Return all of the following entries as written, but without the images.

**** The records ****

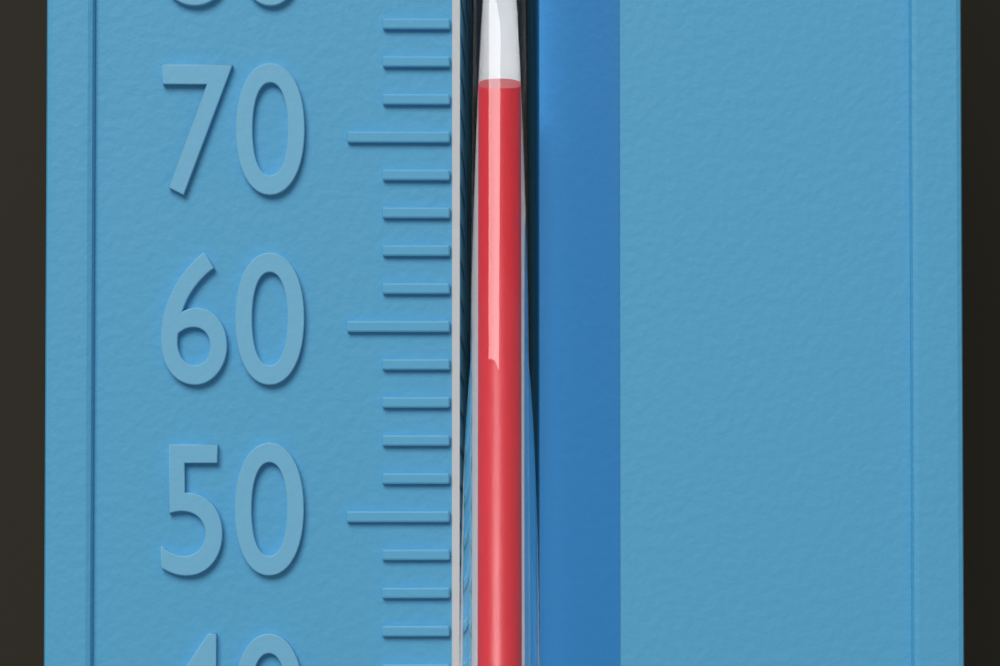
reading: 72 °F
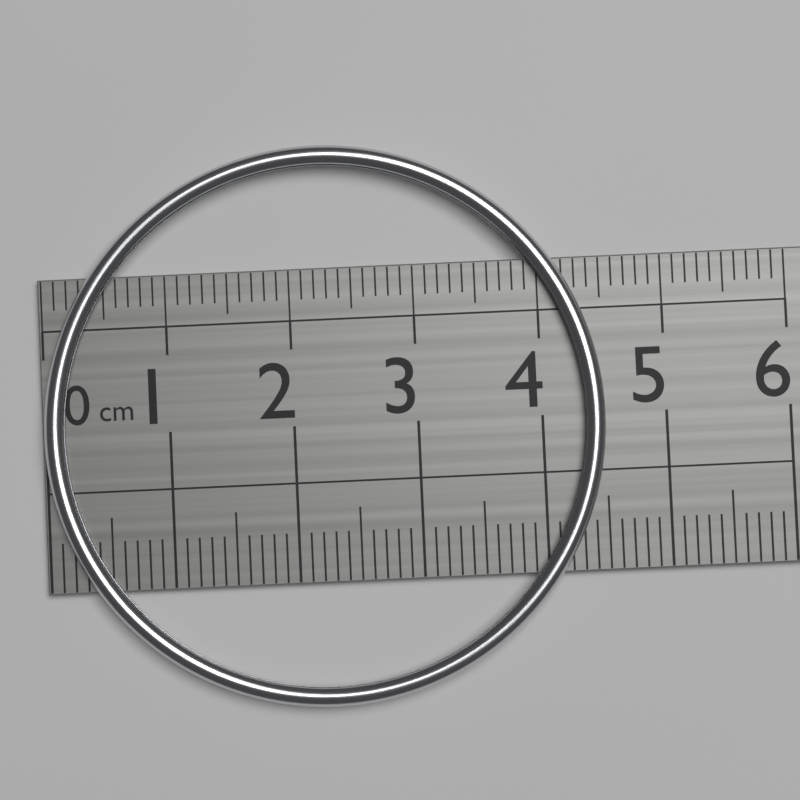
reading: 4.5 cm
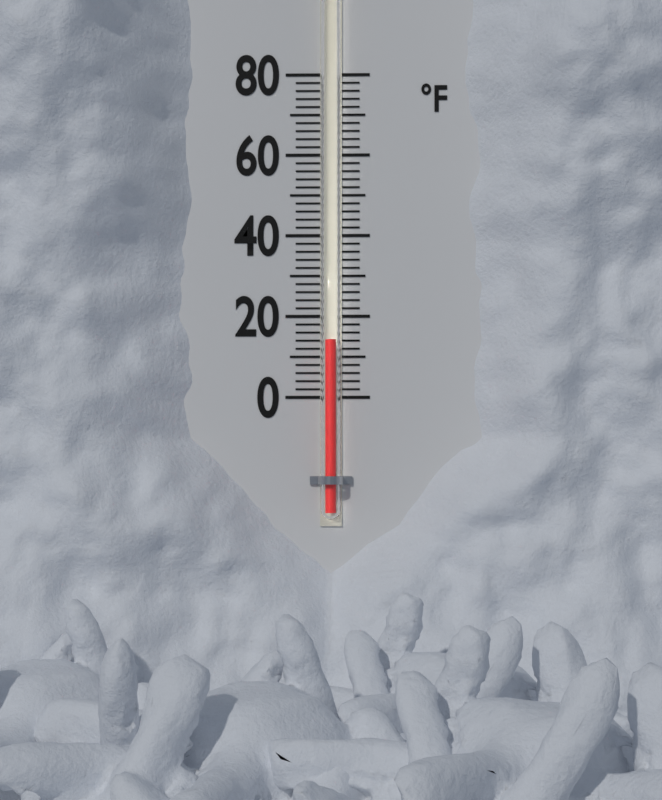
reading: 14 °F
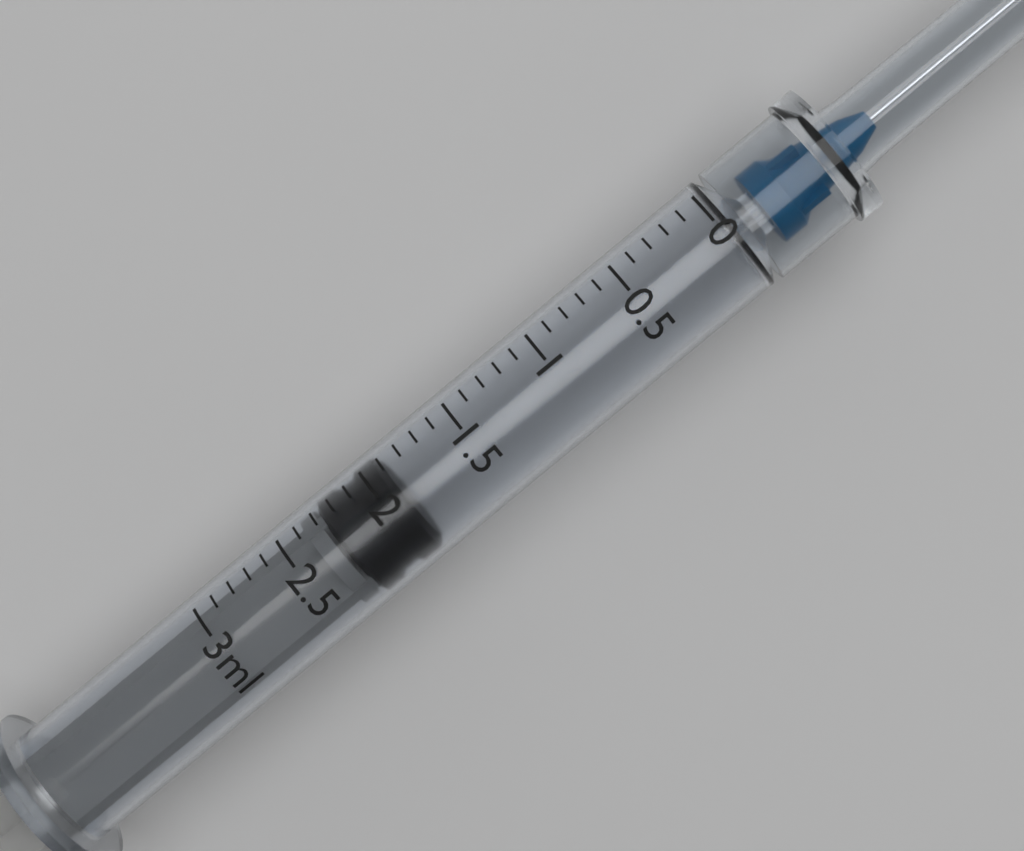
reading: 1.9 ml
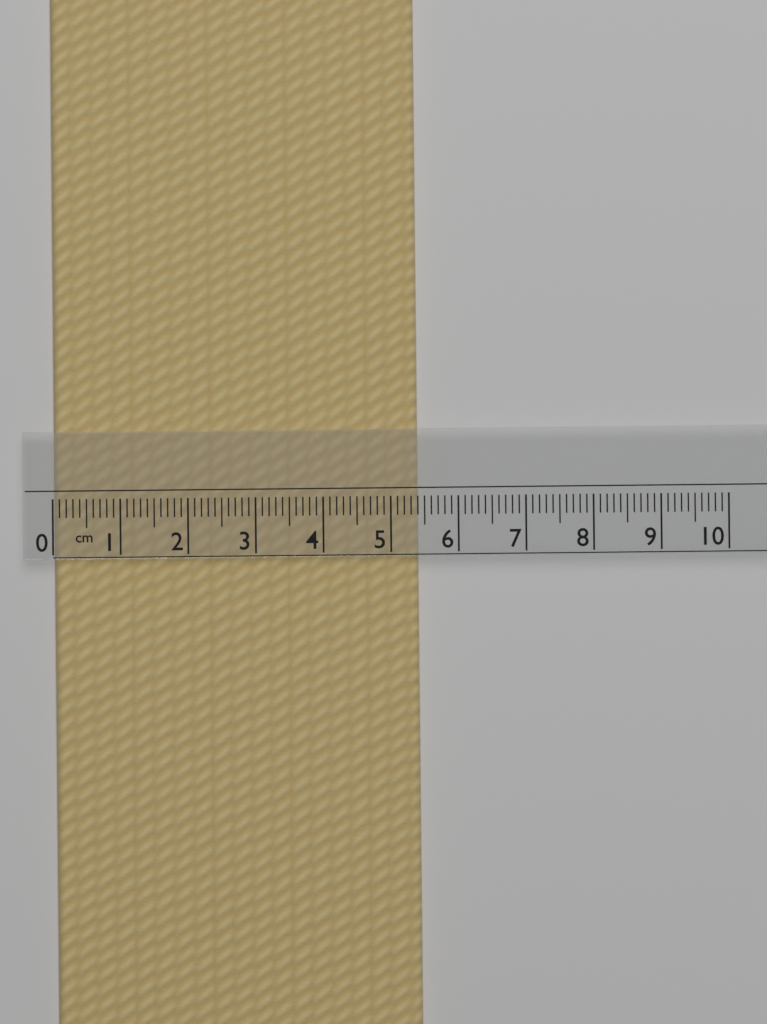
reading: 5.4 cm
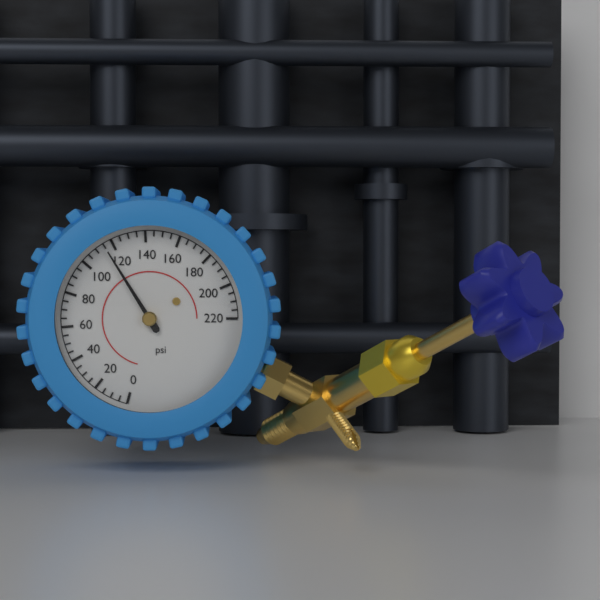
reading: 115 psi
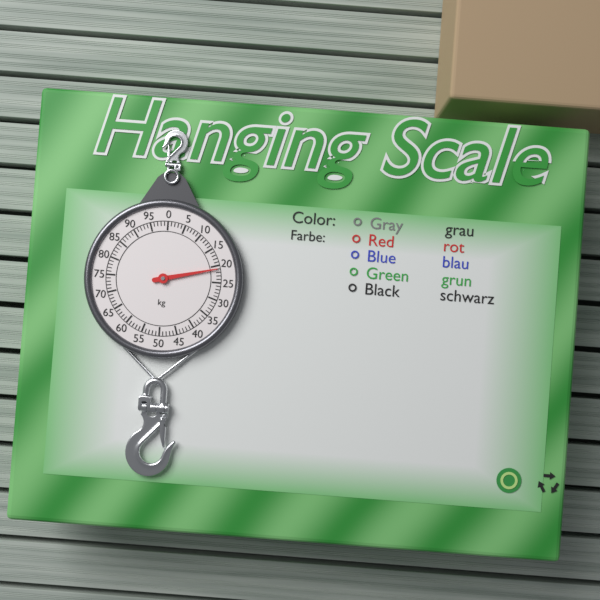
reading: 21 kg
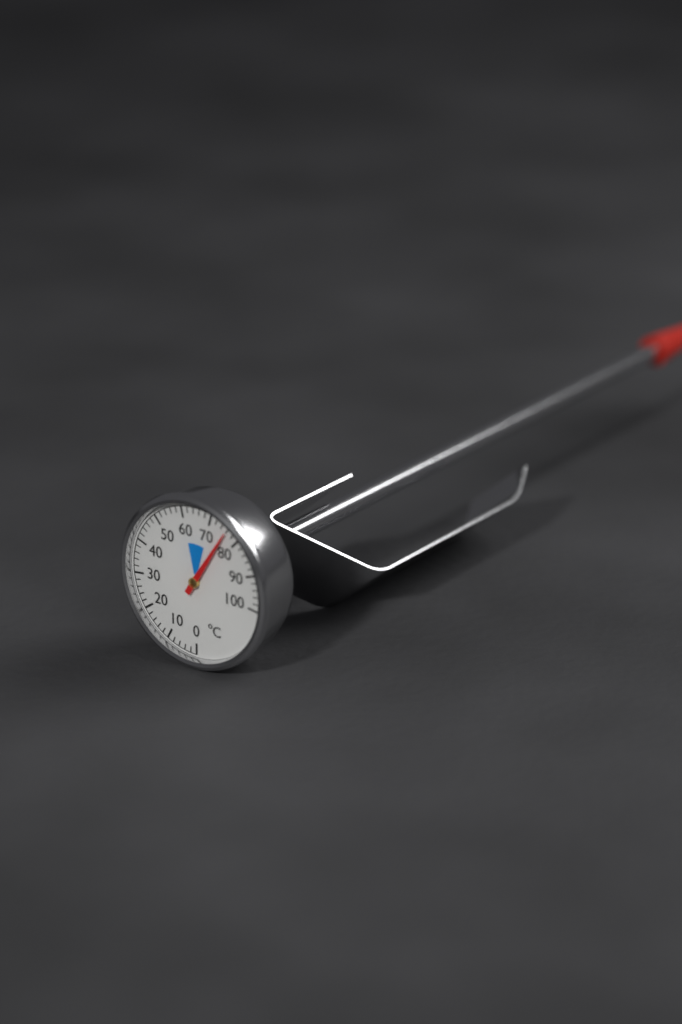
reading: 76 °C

****

Solved exercise –
reading: 72 °F
reading: 4.5 cm
reading: 14 °F
reading: 1.9 ml
reading: 5.4 cm
reading: 115 psi
reading: 21 kg
reading: 76 °C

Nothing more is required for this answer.